Question
What are the consequences of using string for a timestamptz column instead of the recommended Date typing?
Context
We are using TypeScript + Nest.js + TypeORM + PostgreSQL and want to be consistent with our Entity Date column typing for capturing datetimes. Our API layer always sends/receives such date fields as ISO UTC Strings (e.g. 2026-01-26T12:00:00Z).
Most articles (and AI responses) are telling me I need to prefer Date types to avoid issues with the way PostgreSQL formats the dates. For example:
// Date used at data layer
class Entity {
@Column({ type: 'timestamptz' })
dateField: Date;
}
// String used at API layer
class Dto {
dateField: string;
}
// Mappings required for each
function entityToDto(entity: Entity): Dto {
return { dateField: entity.dateField.toISOString() }
}
function dtoToEntity(dto: Dto): Entity {
return { dateField: new Date(dto.dateField) }
}
What I'm wondering is why all this is necessary (if it is) when it seems that it can be done as simply as:
// TypeORM accepts/returns strings, handles mapping to postgres
class Entity {
@Column({ type: 'timestamptz' })
dateField: string;
}
// Use custom decorator at API Layer to validate ISO UTC criteria
class Dto {
@IsISODateTime()
dateField: string;
}
We have columns in our data model that use both approaches (ugh, I know) so I know both technically work and I haven't seen any differences, but I wanted to see if anyone with more knowledge could weigh in on this decision.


:: WHAT THE TASK ASKS ::
The data below should be printed in full, exactly, and without any of its images.

(Figure collection entries)

== == ==

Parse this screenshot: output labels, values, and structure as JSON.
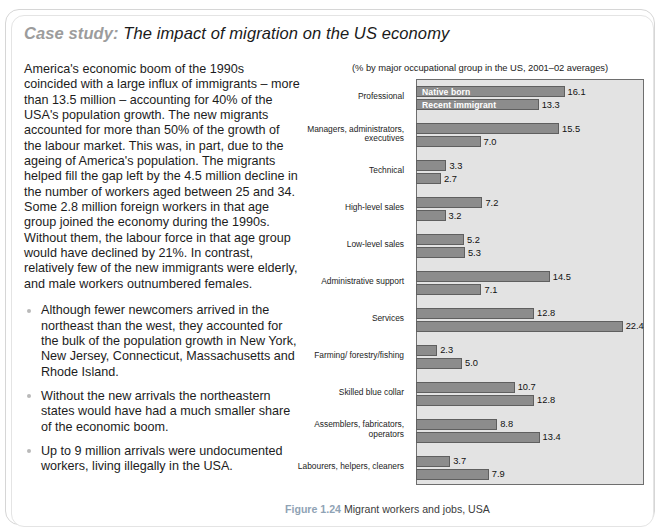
{
  "heading": {
    "label": "Case study:",
    "title": "The impact of migration on the US economy"
  },
  "body": {
    "intro": "America's economic boom of the 1990s coincided with a large influx of immigrants – more than 13.5 million – accounting for 40% of the USA's population growth. The new migrants accounted for more than 50% of the growth of the labour market. This was, in part, due to the ageing of America's population. The migrants helped fill the gap left by the 4.5 million decline in the number of workers aged between 25 and 34. Some 2.8 million foreign workers in that age group joined the economy during the 1990s. Without them, the labour force in that age group would have declined by 21%. In contrast, relatively few of the new immigrants were elderly, and male workers outnumbered females.",
    "bullets": [
      "Although fewer newcomers arrived in the northeast than the west, they accounted for the bulk of the population growth in New York, New Jersey, Connecticut, Massachusetts and Rhode Island.",
      "Without the new arrivals the northeastern states would have had a much smaller share of the economic boom.",
      "Up to 9 million arrivals were undocumented workers, living illegally in the USA."
    ]
  },
  "figure": {
    "number": "Figure 1.24",
    "caption": "Migrant workers and jobs, USA"
  },
  "chart_data": {
    "type": "bar",
    "orientation": "horizontal",
    "title": "",
    "subtitle": "(% by major occupational group in the US, 2001–02 averages)",
    "xlabel": "",
    "ylabel": "",
    "xlim": [
      0,
      24.5
    ],
    "grid": false,
    "legend_position": "overlay-first-bars",
    "categories": [
      "Professional",
      "Managers, administrators, executives",
      "Technical",
      "High-level sales",
      "Low-level sales",
      "Administrative support",
      "Services",
      "Farming/ forestry/fishing",
      "Skilled blue collar",
      "Assemblers, fabricators, operators",
      "Labourers, helpers, cleaners"
    ],
    "series": [
      {
        "name": "Native born",
        "values": [
          16.1,
          15.5,
          3.3,
          7.2,
          5.2,
          14.5,
          12.8,
          2.3,
          10.7,
          8.8,
          3.7
        ]
      },
      {
        "name": "Recent immigrant",
        "values": [
          13.3,
          7.0,
          2.7,
          3.2,
          5.3,
          7.1,
          22.4,
          5.0,
          12.8,
          13.4,
          7.9
        ]
      }
    ],
    "colors": {
      "bar_fill": "#8c8c8c",
      "bar_stroke": "#5f5f5f",
      "plot_background": "#e3e3e3",
      "plot_border": "#6e6e6e",
      "legend_text": "#ffffff",
      "figure_number": "#8fa3b5"
    }
  }
}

== == ==

:: RESPONSE FOR THIS EXERCISE ::
Parse this screenshot: output labels, values, and structure as JSON.
{
  "heading": {
    "label": "Case study:",
    "title": "The impact of migration on the US economy"
  },
  "body": {
    "intro": "America's economic boom of the 1990s coincided with a large influx of immigrants – more than 13.5 million – accounting for 40% of the USA's population growth. The new migrants accounted for more than 50% of the growth of the labour market. This was, in part, due to the ageing of America's population. The migrants helped fill the gap left by the 4.5 million decline in the number of workers aged between 25 and 34. Some 2.8 million foreign workers in that age group joined the economy during the 1990s. Without them, the labour force in that age group would have declined by 21%. In contrast, relatively few of the new immigrants were elderly, and male workers outnumbered females.",
    "bullets": [
      "Although fewer newcomers arrived in the northeast than the west, they accounted for the bulk of the population growth in New York, New Jersey, Connecticut, Massachusetts and Rhode Island.",
      "Without the new arrivals the northeastern states would have had a much smaller share of the economic boom.",
      "Up to 9 million arrivals were undocumented workers, living illegally in the USA."
    ]
  },
  "figure": {
    "number": "Figure 1.24",
    "caption": "Migrant workers and jobs, USA"
  },
  "chart_data": {
    "type": "bar",
    "orientation": "horizontal",
    "title": "",
    "subtitle": "(% by major occupational group in the US, 2001–02 averages)",
    "xlabel": "",
    "ylabel": "",
    "xlim": [
      0,
      24.5
    ],
    "grid": false,
    "legend_position": "overlay-first-bars",
    "categories": [
      "Professional",
      "Managers, administrators, executives",
      "Technical",
      "High-level sales",
      "Low-level sales",
      "Administrative support",
      "Services",
      "Farming/ forestry/fishing",
      "Skilled blue collar",
      "Assemblers, fabricators, operators",
      "Labourers, helpers, cleaners"
    ],
    "series": [
      {
        "name": "Native born",
        "values": [
          16.1,
          15.5,
          3.3,
          7.2,
          5.2,
          14.5,
          12.8,
          2.3,
          10.7,
          8.8,
          3.7
        ]
      },
      {
        "name": "Recent immigrant",
        "values": [
          13.3,
          7.0,
          2.7,
          3.2,
          5.3,
          7.1,
          22.4,
          5.0,
          12.8,
          13.4,
          7.9
        ]
      }
    ],
    "colors": {
      "bar_fill": "#8c8c8c",
      "bar_stroke": "#5f5f5f",
      "plot_background": "#e3e3e3",
      "plot_border": "#6e6e6e",
      "legend_text": "#ffffff",
      "figure_number": "#8fa3b5"
    }
  }
}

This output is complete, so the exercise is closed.